Leonard shines in Met Opera’s haunting “Pelléas et Mélisande”

Wed Jan 16, 2019 at 3:30 pm
Kyle Ketelsen as Golaud and Isabel Leonard as Mélisande in Debussy's "Pelléas et Mélisande." Photo: Karen Almond / Met Opera

Kyle Ketelsen as Golaud and Isabel Leonard as Mélisande in Debussy’s “Pelléas et Mélisande.” Photo: Karen Almond / Met Opera

Debussy’s Pelléas et Mélisande is unique, not only in that it is the composer’s only complete opera, but also in being a singular work in the entire operatic literature. An apotheosis of Debussy’s art, it is without any plot to speak of, barely a story, and yet is one of the most dramatic in the repertoire, expressing a vast range of atmospheric moods and sensations of time, gliding from one exact and exquisite gradation to another.

Johnathan Miller’s production for the Metropolitan Opera, which opened Tuesday night, is one of the finest in the house’s modern history. Nearly 25 years old, one hopes it will remain in the Met’s rotation in perpetuity. It is a gorgeous, sensitive and wise staging that looks at the past from the point of view of a decaying present, while creating a setting that seems outside the flow of time, a perpetual never.

More than in any other opera, the drama is in the music — the characters are extensions of the notes, music heard through voices, personifications without agency. There are no arias, recitatives, nothing in the way of standard operatic form. Golaud, Mélisande, Pelléas, Arkel, and Yniold are in constant dialogue amongst each other and with the orchestra.

Tuesday night, the revolutionary, mysterious music was supported by solid performances from the principal singers and the MET Orchestra, fine but also dry, matter predominating over energy. There was insufficient bloom to bring out the full quality of the opera.

In the opening bars, music director Yannick Nézet-Séguin managed the dynamics of the music with skill, but for most of the night, the orchestral colors, and the emulsification of Debussy’s sound, were closer to a charcoal drawing than the pastels waiting in the score.

This was the case too in the first two acts with tenor Paul Appleby’s Pelléas. His articulation of Debussy’s phrases was a little stiff and awkward, without a natural feeling for the cadences of French that guide the vocal lines. In Acts III and IV, though, his singing was open and mellifluous, the character vivid.

The first to appear on stage are Mélisande (mezzo-soprano Isabel Leonard) and Golaud (bass-baritone Kyle Ketelsen), Pelléas’ half-brother. Leonard rose slowly from the ground as the music itself floated upward, a nice touch for a character who appears from nowhere and has no discernible past, even to herself. Leonard and Ketelsen were excellent, their voices two of the most colorful elements of the evening. Her quasi-affectless manner and his grounded masculine intensity were strong expressions of the characters and an effective contrast.

The other excellent performance came from bass Ferrucio Furlanetto, who sang Arkel. The weight, fullness, and edge of his voice produced a powerful gravity, and Furlanetto had a superb emotional depth, his voice expressing real anguish in the final act. Boy soprano A. Jesse Schopflocher was poised and natural as Yniold, with impressive projection, let down a bit by stage direction that didn’t seem sympathetic to the behavior of a young boy.

Along with the dreamlike quality, the feeling of fate and doom infuses the production like a fog and comes through the subtle and remarkable lighting design by Duane Schuler. With Clare Mitchell’s Edwardian costumes and the decaying country estate designed by John Conklin, the setting could be pre-WWI, decadent, aristocratic Europe. It also could be a dream of the afterlife, the labyrinthine rooms and walls haunted by ghosts, who pass the time in a distracted, solipsistic haze.

Miller’s production is worth experiencing at the very least for the way it sidesteps the obscurities of French symbolism, while still making use of touches of Gustave Moreau and other painters. The musical and dramatic meaning instead emphasizes provocative ideas of innocence — Pelléas is blithe to the peasants starving around the estate and the reason why the gates are sealed at night, while Mélisande seems unaware of her own pregnancy via her husband Golaud — and worldly knowledge of death, something Golaud and Arkel touch on frequently.

That experience was strong Tuesday night, even if not at the enveloping and mesmerizing level that is in the score. One imagines that as the performances continue, the colors and atmosphere of this Pelléas will increase.

Pelléas et Mélisande continues through January 31. metopera.org; 212-362-2000.


One Response to “Leonard shines in Met Opera’s haunting “Pelléas et Mélisande””

  1. Posted Jan 19, 2019 at 2:28 pm by Marion Anderson

    Lovely, sensitive, analytical review Thanks.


Prompt
Copy out every entry precisely.
★ ★ ★ ★
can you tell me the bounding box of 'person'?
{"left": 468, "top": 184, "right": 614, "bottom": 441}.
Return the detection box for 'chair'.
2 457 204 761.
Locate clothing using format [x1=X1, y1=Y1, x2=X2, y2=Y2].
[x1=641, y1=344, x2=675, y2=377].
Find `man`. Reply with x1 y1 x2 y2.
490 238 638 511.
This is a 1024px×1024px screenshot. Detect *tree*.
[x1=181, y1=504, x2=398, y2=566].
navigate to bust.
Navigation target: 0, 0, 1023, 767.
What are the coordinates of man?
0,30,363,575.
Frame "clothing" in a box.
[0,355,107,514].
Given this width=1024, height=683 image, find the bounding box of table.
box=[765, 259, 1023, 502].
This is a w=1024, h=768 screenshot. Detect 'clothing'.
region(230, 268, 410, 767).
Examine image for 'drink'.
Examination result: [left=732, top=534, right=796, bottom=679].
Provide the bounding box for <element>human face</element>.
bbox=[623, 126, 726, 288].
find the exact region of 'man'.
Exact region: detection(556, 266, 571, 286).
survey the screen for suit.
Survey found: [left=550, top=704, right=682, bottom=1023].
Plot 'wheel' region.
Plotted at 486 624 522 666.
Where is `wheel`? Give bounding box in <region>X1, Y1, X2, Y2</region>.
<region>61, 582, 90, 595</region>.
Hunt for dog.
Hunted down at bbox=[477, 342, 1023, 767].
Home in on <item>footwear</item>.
★ ★ ★ ★
Solved problem
can you tell me the bounding box of 'person'?
{"left": 468, "top": 184, "right": 614, "bottom": 441}.
Return the detection box for 'chair'.
2 457 204 761.
Locate clothing using format [x1=X1, y1=Y1, x2=X2, y2=Y2].
[x1=641, y1=344, x2=675, y2=377].
Find `man`. Reply with x1 y1 x2 y2.
490 238 638 511.
This is a 1024px×1024px screenshot. Detect *tree*.
[x1=181, y1=504, x2=398, y2=566].
navigate to bust.
Navigation target: 0, 0, 1023, 767.
What are the coordinates of man?
0,30,363,575.
Frame "clothing" in a box.
[0,355,107,514].
Given this width=1024, height=683 image, find the bounding box of table.
box=[765, 259, 1023, 502].
This is a w=1024, h=768 screenshot. Detect 'clothing'.
region(230, 268, 410, 767).
Examine image for 'drink'.
Examination result: [left=732, top=534, right=796, bottom=679].
Provide the bounding box for <element>human face</element>.
bbox=[623, 126, 726, 288].
find the exact region of 'man'.
Exact region: detection(556, 266, 571, 286).
survey the screen for suit.
Survey found: [left=550, top=704, right=682, bottom=1023].
Plot 'wheel' region.
Plotted at 486 624 522 666.
Where is `wheel`? Give bounding box in <region>X1, Y1, X2, Y2</region>.
<region>61, 582, 90, 595</region>.
Hunt for dog.
Hunted down at bbox=[477, 342, 1023, 767].
Home in on <item>footwear</item>.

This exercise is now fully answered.